You signed the OEM agreement two years ago. You embedded the vendor's technology in your product, the integration worked, and you shipped. Life was good. Then your business evolved. You added a reseller channel. You started selling into Europe. You launched a mid-market tier with a slightly different packaging. And now someone in legal is asking a question you probably should have asked at the start: are we actually allowed to do this?

That's the redistribution rights conversation, and it catches a lot of software companies off guard.

What redistribution rights actually covers

In a typical OEM agreement, redistribution rights define the universe of what you're permitted to do with the licensed software once it's embedded in your product. That means who can receive the software (your direct customers only, or also downstream users?), in what form (bundled inside your product, or can you expose the underlying technology as a standalone component?), and through what channels (direct sales, resellers, distributors, cloud marketplaces?). The scope can also include geography, customer segment, and whether sublicensing is permitted at all.

Vendors write these provisions narrowly on purpose. They want visibility and control over where their technology ends up. That's a legitimate business interest. The problem is that your business rarely stays the shape it was when you signed the contract.

How companies end up outside their license scope

Scope creep in OEM agreements almost never happens because someone is trying to get away with something. It happens because the business grew and nobody went back to check the contract. You were selling direct in North America when you signed. Now you have a partner in Germany who's reselling your product to their own customers. That move alone can trigger two separate issues: geographic restrictions and OEM-within-OEM rights, which is what governs whether your partners can redistribute software that you've embedded under an OEM license.

Or you started in the enterprise segment, the contract was scoped accordingly, and now you're pushing into SMB with a lighter version of the product. If your OEM agreement ties permitted use to a customer tier definition or a minimum deal size, you may be outside the original scope without realizing it.

The vendor may not say anything for a while. They often don't. But when the relationship gets tense, or when they want to renegotiate pricing, the compliance question becomes leverage.

What to negotiate before you sign

The time to fix redistribution rights is at the beginning, not when you're scrambling to expand into a new market. A few things are worth fighting for upfront.

Start with the deployment definition. "Embedded in your product" needs to cover how your product is actually delivered, including SaaS, on-premise, and any hybrid model you might move toward. Vague language here always resolves in the vendor's favor.

Push for global scope, or at minimum a clear process to add geographies through a notice rather than a renegotiation. If expanding into a new market requires the vendor's written consent, you're going back to the table every time your sales team books a flight to a new country.

Get OEM-within-OEM rights in writing if you sell through partners. If your resellers and channel partners are delivering your product to their own customers, your agreement needs to explicitly permit them to sublicense or redistribute the embedded software. Many agreements are silent on this. Silence doesn't mean yes. It means you're exposed.

Same with white-labeling. Some vendors treat it as a standard OEM right. Others treat it as an upsell. A few prohibit it entirely. Know which you're dealing with before you make brand commitments to a customer you can't walk back.

The companies that get into trouble here

I've worked through enough of these situations to say with confidence: the companies that end up in licensing disputes over redistribution rights are not careless operators. They're usually pretty sophisticated. What they didn't do is anticipate how the business would grow when they were sitting across the table from a vendor's sales rep trying to close the deal. The deal was the priority. The edge cases felt theoretical.

They're not theoretical anymore when you're three years in and expanding into a new geography and the vendor is telling you that's outside the license scope.

If you signed an OEM agreement and your business has grown since then, it's worth knowing exactly what your contract permits before you find out the hard way.

I offer a free OEM contract health check for software companies that want to understand where their current agreements stand before they expand, renew, or renegotiate.

It takes about 30 minutes and you'll come away knowing whether your redistribution rights actually cover how you're operating today.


*WORK ITEM*. Return every line from the listing where the word "axis" occurs.

++++++++

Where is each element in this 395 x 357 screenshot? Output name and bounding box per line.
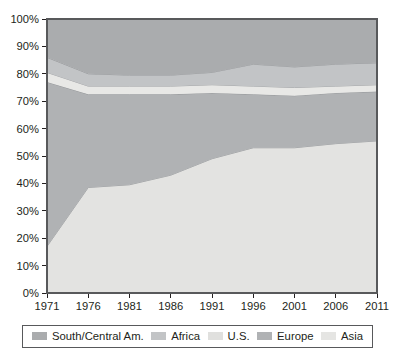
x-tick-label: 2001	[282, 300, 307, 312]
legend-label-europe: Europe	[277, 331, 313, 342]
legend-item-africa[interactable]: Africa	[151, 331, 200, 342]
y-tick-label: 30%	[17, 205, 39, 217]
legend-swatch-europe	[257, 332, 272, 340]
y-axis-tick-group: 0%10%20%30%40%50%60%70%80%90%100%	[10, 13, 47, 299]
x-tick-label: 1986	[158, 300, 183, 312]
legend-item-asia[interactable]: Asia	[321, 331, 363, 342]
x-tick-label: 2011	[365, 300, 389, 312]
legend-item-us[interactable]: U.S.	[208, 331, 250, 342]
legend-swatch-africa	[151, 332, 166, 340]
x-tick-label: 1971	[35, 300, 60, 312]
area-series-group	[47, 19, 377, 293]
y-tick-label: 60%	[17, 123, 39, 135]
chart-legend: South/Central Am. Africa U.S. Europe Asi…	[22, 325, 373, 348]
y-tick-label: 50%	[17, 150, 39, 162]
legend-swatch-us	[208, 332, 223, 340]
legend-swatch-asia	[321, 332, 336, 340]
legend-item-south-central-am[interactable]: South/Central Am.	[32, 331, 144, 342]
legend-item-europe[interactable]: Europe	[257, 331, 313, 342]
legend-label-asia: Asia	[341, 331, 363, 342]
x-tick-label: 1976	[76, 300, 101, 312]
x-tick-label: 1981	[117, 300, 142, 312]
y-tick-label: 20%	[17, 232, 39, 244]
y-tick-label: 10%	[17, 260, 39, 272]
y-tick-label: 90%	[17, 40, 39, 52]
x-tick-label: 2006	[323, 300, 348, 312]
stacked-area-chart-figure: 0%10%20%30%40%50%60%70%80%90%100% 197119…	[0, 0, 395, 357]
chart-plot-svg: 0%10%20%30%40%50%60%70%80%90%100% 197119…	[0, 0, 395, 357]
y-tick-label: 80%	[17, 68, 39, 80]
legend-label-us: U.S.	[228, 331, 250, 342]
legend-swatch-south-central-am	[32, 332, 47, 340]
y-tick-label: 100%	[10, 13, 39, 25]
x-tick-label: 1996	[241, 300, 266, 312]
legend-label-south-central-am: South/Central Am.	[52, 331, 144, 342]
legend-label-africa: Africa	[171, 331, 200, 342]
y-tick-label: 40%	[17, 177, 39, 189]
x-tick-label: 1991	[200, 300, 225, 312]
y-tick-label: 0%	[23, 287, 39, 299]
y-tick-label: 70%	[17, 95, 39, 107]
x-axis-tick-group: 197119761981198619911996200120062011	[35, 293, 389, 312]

++++++++

*ANSWER BELOW*.
y-axis-tick-group: 0%10%20%30%40%50%60%70%80%90%100%	[10, 13, 47, 299]
x-axis-tick-group: 197119761981198619911996200120062011	[35, 293, 389, 312]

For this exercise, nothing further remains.